Inspiring Older Readers

posted on 04 Aug 2017

The Picture of Dorian Gray by Oscar Wilde

I have always felt that one of the best things about Wilde’s only novel was the intemperate, frothing outrage it caused among contemporary book reviewers. I still find some of the more colourful remarks can make me laugh out loud. The Daily Chronicle  called the tale “unclean,” “poisonous,” and “heavy with the mephitic odours of moral and spiritual putrefaction.”  The St. James Gazette deemed it “nasty” and “nauseous,” while the Scots Observer  said it dealt in “matters only fitted for the Criminal Investigation Department or a hearing in camera” and its contents would be of interest mainly to “outlawed noblemen and perverted telegraph-boys”. Phew! If that doesn’t make you want to read it nothing will.

Of course what was agitating their moral antennae was the barely disguised homosexuality that pervades the book – something that was practically taboo in mainstream fiction at the end of the 19th century. Wilde, of course, revelled in the publicity, fully intending to live up to his reputation for sensuality and decadence. His intention was not just to explore or even expose the existence of homosexuality in high society but to contribute to the creation of a body of decadent art reflecting the Fin de Siècle values of writers like Huysmans, Baudelaire, Rimbaud and Verlaine.

Reading it again for the first time in the best part of thirty years I was struck by just how brittle and artificial the book felt. It’s a story that most people know even if they haven’t read it: a beautiful young man has his portrait painted and discovers that as he becomes increasingly amoral and corrupted it is the painting rather than him that ages and shows the ravages of his sin. But the deliberately sensational frisson of gothic horror that Wilde threads through the book feels heavy handed and two-dimensional and the dialogue is overloaded with the sort of Wildean wit and bon motes that are a feature of his stage plays.

Despite the fact that Wilde wanted this to be a philosophical exploration of the nature of good and evil it ultimately feels superficial and shallow, failing to get beyond the desire to shock. The prose is elaborate and oppressive and opening the book is like walking into an over-stuffed Victorian sitting room. Wilde clearly hopes to create an atmosphere of lethargy and unspoken, dangerous sin – especially that of the ‘love that dare not speak its name’ -  but rather than feeling soused in absinth and wreathed in Turkish cigarette smoke the overwhelming sensation is more akin to swigging from a bottle of cologne.

But that’s not to say that there aren’t some outstanding passages in the novel. I thought the treatment of Dorian’s first substantial relationship with the young actress, Sibyl Vane is excellently done and his heartless dismissal of her and the subsequent suicide is genuinely affecting. The death will come back to haunt Dorian later in the book when Sibyl’s brother sets out to be Gray’s nemesis. I also very much liked the sly amorality of Lord Henry Wotton who, like the serpent in the Garden, gradually seduces Dorian, pushing him towards greater and greater excess.

The end of the novel where Gray seeks to destroy his picture in order to bring his suffering conscience some respite is melodrama that the writers of Hammer Horror movie scripts would have been proud of and shows the limitations of Wilde as a novelist.

I can’t help but feel that this book’s reputation survives as it does because of what both the book and the author came to represent to the Gay community which felt so oppressed for so long. Wilde has been for many years a symbol of that oppression and the story he tells in The Picture of Dorian Gray seems to capture the way in which homosexuality was so often elided with dissolution, debauchery and sin.

We can see aspects of Oscar Wilde’s own personality in all of the book’s characters and in Dorian Gray there are eerie echoes of Alfred Douglas and the doomed relationship that would lead Wilde to his humiliation at the hands of the Marquis of  Queensbury. The series of court actions that would lead to his fall from public grace, his exile and eventual death echo the path to destruction followed by Dorian Gray.

Ultimately, however culturally iconic the book has become it’s difficult not to conclude that as a novel it’s not really very good.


All of the entries need to be copied character for character.

== Segment start ==

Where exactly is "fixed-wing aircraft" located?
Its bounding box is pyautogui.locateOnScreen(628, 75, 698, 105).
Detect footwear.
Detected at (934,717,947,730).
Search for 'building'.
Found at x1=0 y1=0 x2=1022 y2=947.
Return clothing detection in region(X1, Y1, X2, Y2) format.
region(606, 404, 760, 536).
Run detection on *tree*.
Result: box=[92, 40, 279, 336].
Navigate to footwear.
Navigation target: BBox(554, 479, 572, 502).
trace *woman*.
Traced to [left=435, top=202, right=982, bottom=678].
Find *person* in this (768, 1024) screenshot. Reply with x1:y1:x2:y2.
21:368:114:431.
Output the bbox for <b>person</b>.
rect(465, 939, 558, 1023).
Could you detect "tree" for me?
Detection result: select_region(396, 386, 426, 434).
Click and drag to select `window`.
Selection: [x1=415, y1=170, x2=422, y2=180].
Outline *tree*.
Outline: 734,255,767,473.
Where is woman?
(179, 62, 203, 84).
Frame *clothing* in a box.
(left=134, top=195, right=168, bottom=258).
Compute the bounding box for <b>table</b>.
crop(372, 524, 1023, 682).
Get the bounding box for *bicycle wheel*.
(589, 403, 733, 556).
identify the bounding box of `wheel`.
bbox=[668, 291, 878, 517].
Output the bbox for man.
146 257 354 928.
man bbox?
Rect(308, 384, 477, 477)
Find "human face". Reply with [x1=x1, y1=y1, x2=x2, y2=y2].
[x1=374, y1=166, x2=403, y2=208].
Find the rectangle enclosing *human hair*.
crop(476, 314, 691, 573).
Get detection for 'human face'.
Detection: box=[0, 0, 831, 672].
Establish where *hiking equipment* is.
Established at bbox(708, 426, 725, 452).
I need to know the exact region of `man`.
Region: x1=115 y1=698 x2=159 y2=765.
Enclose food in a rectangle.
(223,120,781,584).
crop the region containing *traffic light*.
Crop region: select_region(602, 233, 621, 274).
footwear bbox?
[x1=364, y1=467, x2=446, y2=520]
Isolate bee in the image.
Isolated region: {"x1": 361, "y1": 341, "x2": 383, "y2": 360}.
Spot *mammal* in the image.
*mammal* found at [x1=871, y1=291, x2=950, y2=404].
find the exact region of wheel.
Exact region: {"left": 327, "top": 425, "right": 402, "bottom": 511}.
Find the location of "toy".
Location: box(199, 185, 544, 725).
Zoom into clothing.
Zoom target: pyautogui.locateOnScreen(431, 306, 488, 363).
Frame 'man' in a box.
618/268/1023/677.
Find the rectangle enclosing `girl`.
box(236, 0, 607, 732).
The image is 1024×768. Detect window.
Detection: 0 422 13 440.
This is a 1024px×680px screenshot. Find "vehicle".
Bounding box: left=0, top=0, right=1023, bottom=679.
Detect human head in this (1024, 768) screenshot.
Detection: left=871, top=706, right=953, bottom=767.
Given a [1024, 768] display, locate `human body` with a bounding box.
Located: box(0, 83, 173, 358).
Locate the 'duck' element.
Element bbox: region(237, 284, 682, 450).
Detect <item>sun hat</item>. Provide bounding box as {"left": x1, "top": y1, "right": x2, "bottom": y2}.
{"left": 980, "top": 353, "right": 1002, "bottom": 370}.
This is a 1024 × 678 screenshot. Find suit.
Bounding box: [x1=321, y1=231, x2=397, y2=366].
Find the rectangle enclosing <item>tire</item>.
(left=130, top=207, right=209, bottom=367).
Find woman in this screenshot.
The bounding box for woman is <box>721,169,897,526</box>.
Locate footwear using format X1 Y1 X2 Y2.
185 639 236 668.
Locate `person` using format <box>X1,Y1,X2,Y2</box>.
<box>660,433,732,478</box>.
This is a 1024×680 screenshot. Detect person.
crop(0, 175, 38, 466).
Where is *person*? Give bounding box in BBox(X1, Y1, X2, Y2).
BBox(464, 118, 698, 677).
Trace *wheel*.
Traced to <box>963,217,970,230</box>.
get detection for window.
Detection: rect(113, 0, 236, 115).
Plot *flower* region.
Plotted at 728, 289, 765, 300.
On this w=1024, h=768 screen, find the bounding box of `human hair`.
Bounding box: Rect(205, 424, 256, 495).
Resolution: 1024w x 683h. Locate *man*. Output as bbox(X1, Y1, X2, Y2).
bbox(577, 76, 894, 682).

== Segment end ==

• EXERCISE OUTPUT:
Where exactly is "fixed-wing aircraft" located?
Its bounding box is pyautogui.locateOnScreen(628, 75, 698, 105).
Detect footwear.
Detected at (934,717,947,730).
Search for 'building'.
Found at x1=0 y1=0 x2=1022 y2=947.
Return clothing detection in region(X1, Y1, X2, Y2) format.
region(606, 404, 760, 536).
Run detection on *tree*.
Result: box=[92, 40, 279, 336].
Navigate to footwear.
Navigation target: BBox(554, 479, 572, 502).
trace *woman*.
Traced to [left=435, top=202, right=982, bottom=678].
Find *person* in this (768, 1024) screenshot. Reply with x1:y1:x2:y2.
21:368:114:431.
Output the bbox for <b>person</b>.
rect(465, 939, 558, 1023).
Could you detect "tree" for me?
Detection result: select_region(396, 386, 426, 434).
Click and drag to select `window`.
Selection: [x1=415, y1=170, x2=422, y2=180].
Outline *tree*.
Outline: 734,255,767,473.
Where is woman?
(179, 62, 203, 84).
Frame *clothing* in a box.
(left=134, top=195, right=168, bottom=258).
Compute the bounding box for <b>table</b>.
crop(372, 524, 1023, 682).
Get the bounding box for *bicycle wheel*.
(589, 403, 733, 556).
identify the bounding box of `wheel`.
bbox=[668, 291, 878, 517].
Output the bbox for man.
146 257 354 928.
man bbox?
Rect(308, 384, 477, 477)
Find "human face". Reply with [x1=x1, y1=y1, x2=x2, y2=y2].
[x1=374, y1=166, x2=403, y2=208].
Find the rectangle enclosing *human hair*.
crop(476, 314, 691, 573).
Get detection for 'human face'.
Detection: box=[0, 0, 831, 672].
Establish where *hiking equipment* is.
Established at bbox(708, 426, 725, 452).
I need to know the exact region of `man`.
Region: x1=115 y1=698 x2=159 y2=765.
Enclose food in a rectangle.
(223,120,781,584).
crop the region containing *traffic light*.
Crop region: select_region(602, 233, 621, 274).
footwear bbox?
[x1=364, y1=467, x2=446, y2=520]
Isolate bee in the image.
Isolated region: {"x1": 361, "y1": 341, "x2": 383, "y2": 360}.
Spot *mammal* in the image.
*mammal* found at [x1=871, y1=291, x2=950, y2=404].
find the exact region of wheel.
Exact region: {"left": 327, "top": 425, "right": 402, "bottom": 511}.
Find the location of "toy".
Location: box(199, 185, 544, 725).
Zoom into clothing.
Zoom target: pyautogui.locateOnScreen(431, 306, 488, 363).
Frame 'man' in a box.
618/268/1023/677.
Find the rectangle enclosing `girl`.
box(236, 0, 607, 732).
The image is 1024×768. Detect window.
Detection: 0 422 13 440.
This is a 1024px×680px screenshot. Find "vehicle".
Bounding box: left=0, top=0, right=1023, bottom=679.
Detect human head in this (1024, 768) screenshot.
Detection: left=871, top=706, right=953, bottom=767.
Given a [1024, 768] display, locate `human body` with a bounding box.
Located: box(0, 83, 173, 358).
Locate the 'duck' element.
Element bbox: region(237, 284, 682, 450).
Detect <item>sun hat</item>. Provide bounding box as {"left": x1, "top": y1, "right": x2, "bottom": y2}.
{"left": 980, "top": 353, "right": 1002, "bottom": 370}.
This is a 1024 × 678 screenshot. Find suit.
Bounding box: [x1=321, y1=231, x2=397, y2=366].
Find the rectangle enclosing <item>tire</item>.
(left=130, top=207, right=209, bottom=367).
Find woman in this screenshot.
The bounding box for woman is <box>721,169,897,526</box>.
Locate footwear using format X1 Y1 X2 Y2.
185 639 236 668.
Locate `person` using format <box>X1,Y1,X2,Y2</box>.
<box>660,433,732,478</box>.
This is a 1024×680 screenshot. Detect person.
crop(0, 175, 38, 466).
Where is *person*? Give bounding box in BBox(X1, Y1, X2, Y2).
BBox(464, 118, 698, 677).
Trace *wheel*.
Traced to <box>963,217,970,230</box>.
get detection for window.
Detection: rect(113, 0, 236, 115).
Plot *flower* region.
Plotted at 728, 289, 765, 300.
On this w=1024, h=768 screen, find the bounding box of `human hair`.
Bounding box: Rect(205, 424, 256, 495).
Resolution: 1024w x 683h. Locate *man*. Output as bbox(X1, Y1, X2, Y2).
bbox(577, 76, 894, 682).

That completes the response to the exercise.